Enabling a hosted feature service for offline mapping

You can enable a sync capability on hosted feature services you published to your portal that will allow your clients to work with a local copy of the data even when they are offline. Clients can then synchronize the data with the feature service when they are online. If you enable the sync capability from ArcMap when you publish to your portal, the data is automatically configured to allow synchronization to occur. However, if you decide to enable the sync capability after publishing from ArcMap, or you publish a hosted feature service from a shapefile or CSV file in your portal, you must prepare the data to participate in synchronization.

NoteNote:

ArcGIS clients and developer SDKs will progressively add support for the sync capability in feature services. The first clients to support working with maps while offline are the 10.2.1 versions of Collector for ArcGIS and ArcGIS Runtime SDKs. Both are expected to ship in early 2014.

The following sections describe how to add a Global ID to the feature class in your portal's managed database, enable the feature class for archiving, and enable the sync capability on an existing service.

Alter the data in the managed database

When you publish a shapefile or CSV as a feature service in Portal for ArcGIS, a feature class is created in the managed database of your hosted ArcGIS Server. Similarly, when you publish a hosted feature service to your portal from ArcMap, all the feature layers are copied to the managed database. To enable the sync capability, Global IDs must be added to the feature classes in the managed database, and the feature classes must be enabled for archiving. This can only be done by the owner of the feature class. If you do not know the user name and password used for the hosted server's managed database, contact your portal administrator to prepare the data for you.

Steps:
  1. Determine what feature classes are in the hosted feature service for which you want to enable the sync capability.
    1. Start ArcCatalog and connect to your hosted server. You must make a publisher or administrator connection.
    2. Open the Hosted folder.
    3. Right-click your hosted feature service and click Service Workspaces.
    4. Click the Copied tab.

      The name of the feature class (or classes) that participate in your hosted feature service are listed here. Take note of the feature class names, as these are the feature classes you need to modify to enable sync capabilities.

  2. In ArcCatalog, connect to the enterprise geodatabase that has been registered as your hosted server's managed database. Be sure to connect as the same user that was used when the geodatabase was registered with ArcGIS Server.
  3. Right-click the first feature class, point to Manage, and click Add Global IDs.
  4. Once Global IDs have been added, right-click the same feature class, point to Manage, and click Enable Archiving.
  5. Repeat the previous two steps for every feature class that participates in your hosted feature service.

Now you can enable the sync capability on the hosted feature service.

Enable the sync capability

Once the data is prepared, the owner of the hosted feature service can enable the sync capability to allow clients to download data from and synchronize data with the feature service.

Enable the sync capability from the item details page for the hosted feature service.

Steps:
  1. Sign in to your portal as the owner of the hosted feature service.
  2. Open the item details for the service (Features).
  3. Click Edit and scroll down to the Properties section of the page.
  4. Check the box next to Enable Sync (disconnected editing with synchronization).
  5. If you want to allow clients to edit the data they will download, check the box next to Enable editing and allow editors to, and choose what type of edits you want to allow.
    • Add, update, and delete features gives editors the most privileges of the three choices. Editors can add new features, move existing features, change existing attribute values, and delete existing features.
    • Update feature attributes only is useful when you want editors to enter attribute information for existing features without changing any feature geometry. For example, you might have a set of observation towers whose locations should not be allowed to change, but whose attributes may be updated regularly.
    • Add features only is useful if you want editors to report geographic information to you, but not delete or update existing features. For example, if you have an application that allows citizens to report graffiti so you can send a crew to investigate and remove it, you would want the citizens to add new locations but not remove or alter existing locations.
  6. Click Save to apply your changes.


▶ _ASSIGNMENT_:
This task calls for every entry below to be repeated exactly, without the pictures.
Top of DATA RECORDS
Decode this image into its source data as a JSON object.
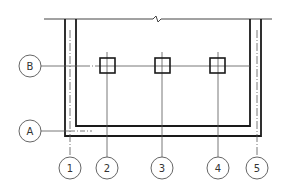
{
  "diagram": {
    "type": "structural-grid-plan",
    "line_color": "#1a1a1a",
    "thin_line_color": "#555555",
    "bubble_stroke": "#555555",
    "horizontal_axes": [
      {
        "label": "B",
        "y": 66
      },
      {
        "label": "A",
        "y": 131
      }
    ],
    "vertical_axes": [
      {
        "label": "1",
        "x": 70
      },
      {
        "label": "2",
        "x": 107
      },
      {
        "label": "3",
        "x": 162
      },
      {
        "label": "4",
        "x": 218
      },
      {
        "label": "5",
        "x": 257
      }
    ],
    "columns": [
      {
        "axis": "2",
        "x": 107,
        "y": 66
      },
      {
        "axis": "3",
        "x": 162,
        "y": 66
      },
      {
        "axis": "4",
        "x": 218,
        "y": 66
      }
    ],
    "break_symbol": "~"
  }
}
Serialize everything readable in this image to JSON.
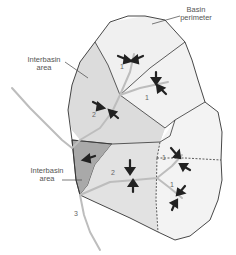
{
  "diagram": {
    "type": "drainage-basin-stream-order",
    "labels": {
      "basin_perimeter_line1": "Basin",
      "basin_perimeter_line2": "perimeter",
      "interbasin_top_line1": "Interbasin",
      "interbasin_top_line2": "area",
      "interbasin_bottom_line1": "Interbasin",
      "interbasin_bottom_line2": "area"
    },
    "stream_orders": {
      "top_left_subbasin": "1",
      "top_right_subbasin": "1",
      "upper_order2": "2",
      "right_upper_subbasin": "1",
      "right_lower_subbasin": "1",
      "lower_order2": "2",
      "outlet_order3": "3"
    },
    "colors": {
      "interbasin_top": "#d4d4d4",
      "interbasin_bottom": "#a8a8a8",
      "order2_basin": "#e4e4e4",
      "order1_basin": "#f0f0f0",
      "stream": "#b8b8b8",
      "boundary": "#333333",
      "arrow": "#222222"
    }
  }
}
Bottom of DATA RECORDS
▶ _RESPONSE FOR THIS EXERCISE_:
Decode this image into its source data as a JSON object.
{
  "diagram": {
    "type": "structural-grid-plan",
    "line_color": "#1a1a1a",
    "thin_line_color": "#555555",
    "bubble_stroke": "#555555",
    "horizontal_axes": [
      {
        "label": "B",
        "y": 66
      },
      {
        "label": "A",
        "y": 131
      }
    ],
    "vertical_axes": [
      {
        "label": "1",
        "x": 70
      },
      {
        "label": "2",
        "x": 107
      },
      {
        "label": "3",
        "x": 162
      },
      {
        "label": "4",
        "x": 218
      },
      {
        "label": "5",
        "x": 257
      }
    ],
    "columns": [
      {
        "axis": "2",
        "x": 107,
        "y": 66
      },
      {
        "axis": "3",
        "x": 162,
        "y": 66
      },
      {
        "axis": "4",
        "x": 218,
        "y": 66
      }
    ],
    "break_symbol": "~"
  }
}
Serialize everything readable in this image to JSON.
{
  "diagram": {
    "type": "drainage-basin-stream-order",
    "labels": {
      "basin_perimeter_line1": "Basin",
      "basin_perimeter_line2": "perimeter",
      "interbasin_top_line1": "Interbasin",
      "interbasin_top_line2": "area",
      "interbasin_bottom_line1": "Interbasin",
      "interbasin_bottom_line2": "area"
    },
    "stream_orders": {
      "top_left_subbasin": "1",
      "top_right_subbasin": "1",
      "upper_order2": "2",
      "right_upper_subbasin": "1",
      "right_lower_subbasin": "1",
      "lower_order2": "2",
      "outlet_order3": "3"
    },
    "colors": {
      "interbasin_top": "#d4d4d4",
      "interbasin_bottom": "#a8a8a8",
      "order2_basin": "#e4e4e4",
      "order1_basin": "#f0f0f0",
      "stream": "#b8b8b8",
      "boundary": "#333333",
      "arrow": "#222222"
    }
  }
}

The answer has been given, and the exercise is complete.